Category Archives: Jean Rhys

Wide Sargasso Sea by Jean Rhys

Most of you probably know that Wide Sargasso Sea is a prequel to Jane Eyre. It tells the story of Bertha Mason, Rochester’s mad wife in the attic, and her childhood, family and how she came to be married to Mr. Edward Rochester in Jamaica. Jean Rhys wrote the novel in the 60′s as she struggled with poverty, alcoholism and despair. It is considered her best novel and a masterpiece and it revived her writing career and her reputation as an author. Rhys herself was raised in the Caribbean and based Bertha’s life on stories and details she remembered from her time spent on the islands in her youth.

The plot of the novel follows Bertha (Antoinette Cosway is her real name in this novel) as she grows up with a mentally unstable and poverty stricken mother. She lives with her mother and disabled brother on a dilapidated plantation, suffering abuse by the natives and slowly accepting that she is different (because she is creole) and will never fit in anywhere. After her mother marries Mr. Mason their life improves until her mother finally cracks and Bertha is sent to live in a convent. Eventually, we learn that she has married a Mr. Rochester and taken him back to her childhood home where their relationship takes a turn for the worse.

All of these details are very sketchy because the narrative is hazy, dreamlike and disjointed. Rhys’s style is not streamlined, not a straightforward telling of the story. She writes mainly from Bertha’s point of view and Bertha is confused and has disordered thinking most of the time. It is hard to piece together exactly what is happening in the story, but Rhys does a magnificent job of relaying the feelings of her characters so that it is easy to sympathize with them even when they are demonized by those around them.

I know several people who absolutely hate this book because they don’t like the way it portrays Rochester or his life before Jane. I’m not offended by the characterization Rhys creates here because I think it shows Rochester as an innocent, naive young man who married a woman he didn’t love out of duty to his family. Though you could surmise that Rhys is blaming Rochester for causing Bertha’s madness, I believe the madness was already present when he married her. And, yes, he did mistreat and neglect her, but he could have cast her off and left her in Jamaica to fend for herself but instead he took her to England where he could mistreat her on home turf. We know from Jane Eyre that Rochester is damaged, mistrusting and angry. Rhys has just given us her vision of why this might be and she has also given us a view of Bertha which I will never forget. I did read Wide Sargasso Sea when I was a teenager before I had ever read and loved Jane Eyre, so maybe that is why I don’t find it offensive or why it doesn’t lessen my enjoyment of Jane and Rochester’s story.

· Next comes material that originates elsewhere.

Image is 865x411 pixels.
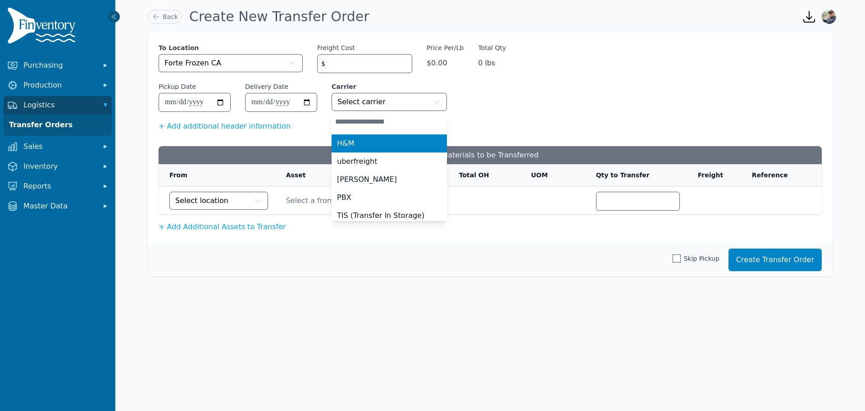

The lush, descriptive language and the way the wildness of the landscape mirrors the wildness of the characters is an outstanding feature of this novel. I’ve read several Jean Rhys novels and I really like her style. Her novels are bold and different. Wide Sargasso Sea is a brilliant vision of life in Jamaica in the 1830′s and an imaginative take on how Rochester came to lock his wife in a secret attic at Thornfield Hall.

Have you read Wide Sargasso Sea? Has it or would it affect the way you view Mr. Rochester?

Received

After a couple of months of not buying or mooching very many books I suddenly have books in the mail. I think one of the small pleasures of life is to come home from work and find packages waiting in my mailbox. Divine! So here is what I’ve recently received:

The Dark Tide by Vera Brittain ~ I’ve never read anything by Brittain or know very much about her, but I found this Virago for a good price on Amazon and snatched it up. The plot appeals to me.

Gigi by Colette ~ This was on my Bookmooch wish list and I thought it might be a possibility for Paris in July so I hurriedly requested it.

The Professor’s House by Willa Cather ~ I am an ardent admirer of My Antonia and have always meant to read more Cather.  I’ll add this to my collection of her books to read “someday”.

Wide Sargasso Sea by Jean Rhys ~ Earlier this year I read two of Rhys’ novels and a biography of her and am really intrigued by her as a woman and as a writer. I want to read her masterpiece sometime later this year.

I’ve got a couple more books on their way and then I need to stop. I already cringe at the thought of packing up my library for my move later on this summer and shouldn’t keep adding to the stacks when I really should be purging!

Have you received anything in the mail lately? Have you read any of these titles?